The foremost change is that AMD no longer really has a chip R&D facility. They have closed their R&D facility and split up the engineers. The flash and memory people have been split off and moved to parts unknown. The CPU team has been moved to IBM's facility in New York, and will work jointly with IBM. How much of IBM's future direction is dictated by AMD is still unknown. This is definitely a net gain for AMD, and probably a gain for IBM as well. All future chip fabrication technologies are basically the same for both companies. At the Opteron launch Hector Ruiz hinted at this, but he was vastly understating the depth of the ties.

As far as the moles know, this was not a technology purchase as much as a pooling of the minds for mutual benefit. There was an 11-digit fund transfer from AMD to IBM several months ago. The rumor mill has again been swirling with FUD, but the wrong FUD. AMD hired IBM to help them design Opterons, but the work was not on the current .13SOI chip, that was done by the time IBM got involved. The 50 or so million dollars was spent on the transition to the .09SOI process. With IBM's help, this should be a smoother than usual launch. All signs say it was money well spent.

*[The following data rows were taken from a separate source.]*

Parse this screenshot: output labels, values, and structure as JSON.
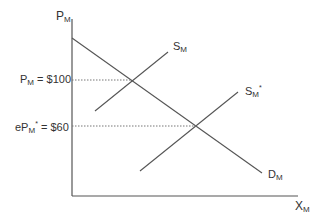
{
  "diagram": {
    "type": "supply-demand",
    "axes": {
      "y_label": {
        "main": "P",
        "sub": "M"
      },
      "x_label": {
        "main": "X",
        "sub": "M"
      }
    },
    "curves": {
      "supply": {
        "main": "S",
        "sub": "M",
        "sup": ""
      },
      "supply_shifted": {
        "main": "S",
        "sub": "M",
        "sup": "*"
      },
      "demand": {
        "main": "D",
        "sub": "M",
        "sup": ""
      }
    },
    "price_labels": {
      "original": {
        "prefix": "P",
        "sub": "M",
        "sup": "",
        "value": " = $100"
      },
      "new": {
        "prefix": "eP",
        "sub": "M",
        "sup": "*",
        "value": " = $60"
      }
    },
    "colors": {
      "line": "#555555",
      "text": "#333333",
      "dotted": "#777777"
    }
  }
}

The last open question is who will sell all these 64 bit chips? Carly Fiorina was spotted going to the private AMD suite after the Opteron launch, but there is no word from HP yet. People laughed out loud when we said Sun would use AMD chips last year. While Sun did not commit to the Opteron when it announced Athlon products a few months ago, the same sources who told us about Sun initially said that Sun is definitely going to make an Opteron box, they simply were not sure when. The same doubters fell over with abdominal cramping they were laughing so loud when we stated AMD and Dell were talking. Milk spewed from noses worldwide at the thought as people read the article over breakfast. While nothing has been announced yet, the moles outside of Dell HQ say AMD sales people are going in and out of Dell in higher numbers than last year. They also point to the lack of public rumors as a sign against this being a PR stunt. Time will tell, and that time should be around September.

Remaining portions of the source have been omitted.